The engineer sighed and said, “I told you before. Is the provincial capital and a city of some size. Is also region headquarters of the Spanish Army. Since this railroad is being run on a wartime emergency footing, will be many guards on duty in and around the railyards. I know this because I pass through there on every run.”
Young Churchill said, “I say, he’s right, you know. We were stopped in the dark by a mob of chaps who insisted on seeing our identification and all that rot. Didn’t think much of it at the time, of course. In those dear dead days I didn’t worry about showing my flaming passport to a Spanish officer.”
Captain Gringo thought and finally decided, “Okay, we’d better not drop our liberated prisoners off there after all. If we can’t bluff our way through, we could be dropping them off in a hornet’s nest. What’s the next town we’ll be passing through?”
The engineer said, “Florida. Is a switch there too. Pero we have the right-of-way, and the line should be left open ahead. Last night in the dark we ran the switches at Ciego de Avila without incident.”
Captain Gringo frowned and said, “We did? How come I didn’t notice?”

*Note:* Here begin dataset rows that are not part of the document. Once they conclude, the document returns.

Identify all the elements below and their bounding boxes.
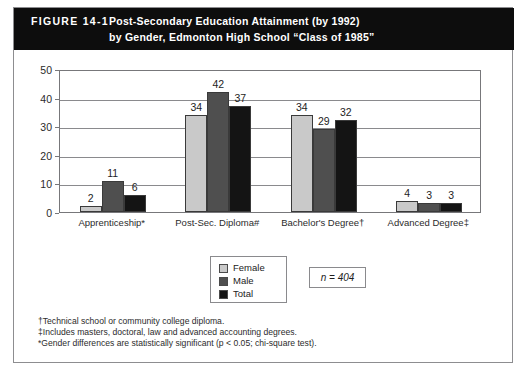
bar [418, 203, 440, 212]
bar [396, 201, 418, 212]
bar [229, 106, 251, 212]
plot-frame: 2116344237342932433 [59, 70, 481, 213]
footnote: †Technical school or community college d… [38, 316, 458, 327]
bar-value-label: 34 [285, 101, 319, 113]
y-axis-tick-label: 0 [12, 207, 52, 219]
bar-value-label: 6 [118, 181, 152, 193]
figure-title-bar: FIGURE 14-1 Post-Secondary Education Att… [14, 8, 514, 50]
legend-swatch [219, 264, 228, 273]
category-label: Post-Sec. Diploma# [165, 217, 271, 228]
figure-frame: FIGURE 14-1 Post-Secondary Education Att… [13, 7, 513, 363]
bar [80, 206, 102, 212]
y-axis-tick-label: 10 [12, 178, 52, 190]
figure-number-label: FIGURE 14-1 [31, 15, 109, 27]
legend-label: Male [233, 276, 254, 286]
footnote: *Gender differences are statistically si… [38, 338, 458, 349]
footnote: ‡Includes masters, doctoral, law and adv… [38, 327, 458, 338]
bar-value-label: 3 [434, 189, 468, 201]
bar [440, 203, 462, 212]
bar [124, 195, 146, 212]
bar-value-label: 11 [96, 167, 130, 179]
legend-item: Total [219, 288, 286, 300]
legend-label: Female [233, 263, 265, 273]
bar-group: 2116 [80, 69, 146, 212]
bar [335, 120, 357, 212]
bar-value-label: 32 [329, 106, 363, 118]
y-axis-tick-label: 30 [12, 121, 52, 133]
figure-title-line-2: by Gender, Edmonton High School “Class o… [109, 31, 375, 43]
y-axis-tick-mark [55, 213, 59, 214]
category-label: Apprenticeship* [59, 217, 165, 228]
sample-size-box: n = 404 [309, 267, 366, 288]
y-axis-tick-label: 20 [12, 150, 52, 162]
footnote-list: †Technical school or community college d… [38, 316, 458, 350]
bar-value-label: 42 [201, 78, 235, 90]
y-axis-tick-label: 40 [12, 93, 52, 105]
bar-value-label: 37 [223, 92, 257, 104]
bar [313, 129, 335, 212]
bar-group: 433 [396, 69, 462, 212]
bar-group: 344237 [185, 69, 251, 212]
y-axis-tick-label: 50 [12, 64, 52, 76]
bar [185, 115, 207, 212]
chart-plot-region: 01020304050 2116344237342932433 Apprenti… [14, 50, 514, 364]
figure-title-line-1: Post-Secondary Education Attainment (by … [109, 15, 360, 27]
category-label: Advanced Degree‡ [376, 217, 482, 228]
legend-swatch [219, 290, 228, 299]
bar [291, 115, 313, 212]
legend-item: Female [219, 262, 286, 274]
chart-legend: FemaleMaleTotal [210, 256, 287, 303]
legend-swatch [219, 277, 228, 286]
legend-label: Total [233, 289, 253, 299]
legend-item: Male [219, 275, 286, 287]
sample-size-text: n = 404 [321, 272, 355, 283]
bar-group: 342932 [291, 69, 357, 212]
category-label: Bachelor's Degree† [270, 217, 376, 228]
bar [207, 92, 229, 212]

“You were in the rear, playing with the crane, señor. The town was blacked out. There was no switchman there, so I thought it best to just keep going, as you said to. See?”

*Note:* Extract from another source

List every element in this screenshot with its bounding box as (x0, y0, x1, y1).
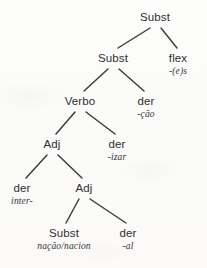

Captain Gringo nodded thoughtfully and said, “I see you had a chance to fuck us up and didn’t take it too. I’m sorry I’ve been keeping you guys on such a tight rein, amigo. Finding guys you can trust ain’t easy on such short notice.”
That reminded him of other treachery. So he turned to the mestiza and asked, “Have you any idea who called the law on you and the others, Ciboney? The Spanish can’t always be lucky so far behind the fighting front. Was there a telephone at that rancho you were talking about?”
She thought and said, “I do not know. I saw no wires as we rode in at sundown, and they arrested the people there as well. A vaquero from the rancho is back in the boxcars if you wish for to ask him.”
“I don’t think I have to. Cops hardly ever arrest a snitch. Let’s take it from the top. You all rode in. You were welcomed by rancheros who had to be on the rebel side. Then what?”
She shrugged and said, “Nopalita and some of the others rode into a nearby village for to see if they could buy supplies. The rest of us made camp in an arroyo maybe half a kilometer from the ranch house. We had just eaten when the soldados appeared out of nowhere. They had the drop on us. Some of the men fought anyway, and died. I was knocked down and kicked a few times, but at least I was not killed, or, thank God, worse.”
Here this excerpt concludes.